Journal of Financial Economics 2001 61(3), 345-381
We develop a series of cross-sectional regression specifications to forecast skewness in the daily returns of individual stocks. Negative skewness is most pronounced in stocks that have experienced (1) an increase in trading volume relative to trend over the prior six months, consistent with the model of Hong and Stein (NBER Working Paper, 1999), and (2) positive returns over the prior 36 months, which fits with a number of theories, most notably Blanchard and Watson's (Crises in Economic and Financial Structure. Lexington Books, Lexington, MA, 1982, pp. 295–315) rendition of stock-price bubbles. Analogous results also obtain when we attempt to forecast the skewness of the aggregate stock market, though our statistical power in this case is limited.

Loss Aversion and Seller Behavior: Evidence from the Housing Market

Quarterly Journal of Economics 2001 116(4), 1233-1260
Data from downtown Boston in the 1990s show that loss aversion determines seller behavior in the housing market. Condominium owners subject to nominal losses 1) set higher asking prices of 25–35 percent of the difference between the property's expected selling price and their original purchase price; 2) attain higher selling prices of 3–18 percent of that difference; and 3) exhibit a much lower sale hazard than other sellers. The list price results are twice as large for owneroccupants as investors, but hold for both. These findings suggest that sellers are averse to realizing (nominal) losses and help explain the positive price-volume correlation in real estate markets.

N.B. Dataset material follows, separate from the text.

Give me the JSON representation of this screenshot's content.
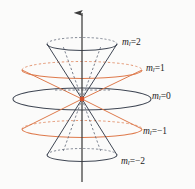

Nonlinear Regressions with Integrated Time Series

Econometrica 2001 69(1), 117-161
An asymptotic theory is developed for nonlinear regression with integrated processes. The models allow for nonlinear effects from unit root time series and therefore deal with the case of parametric nonlinear cointegration. The theory covers integrable and asymptotically homogeneous functions. Sufficient conditions for weak consistency are given and a limit distribution theory is provided. The rates of convergence depend on the properties of the nonlinear regression function, and are shown to be as slow as n 1/4 for integrable functions, and to be generally polynomial in n 1/2 for homogeneous functions. For regressions with integrable functions, the limiting distribution theory is mixed normal with mixing variates that depend on the sojourn time of the limiting Brownian motion of the integrated process.

Price and volume effects associated with derivative warrant issuance on the Stock Exchange of Hong Kong

Journal of Banking & Finance 2001 25(8), 1401-1426
This paper examines the price and volume effects of underlying stocks around the announcement date of derivative warrants issued in Hong Kong. In general, the results indicate that underlying stocks are subject to extra buying pressure a few days before the new derivative warrant issuance, which is consistent with our hypothesis about the hedging effect created by the merchant banks that initiate the warrant issuance. Since the prices of underlying stocks peak on the first day after the warrant announcement and are stable thereafter, the information effect associated with the warrant issuance appears to be weak and does not last long. In addition, we find that underlying stocks have abnormal increases in price and volume during the last 5 minutes of trading on the warrant issuance day. This might be due to investors’ buying behavior precipitated by information leakage about the successful warrant issuance and/or to the price manipulation by merchant banks in order to attain a better payoff from the warrant issuing business.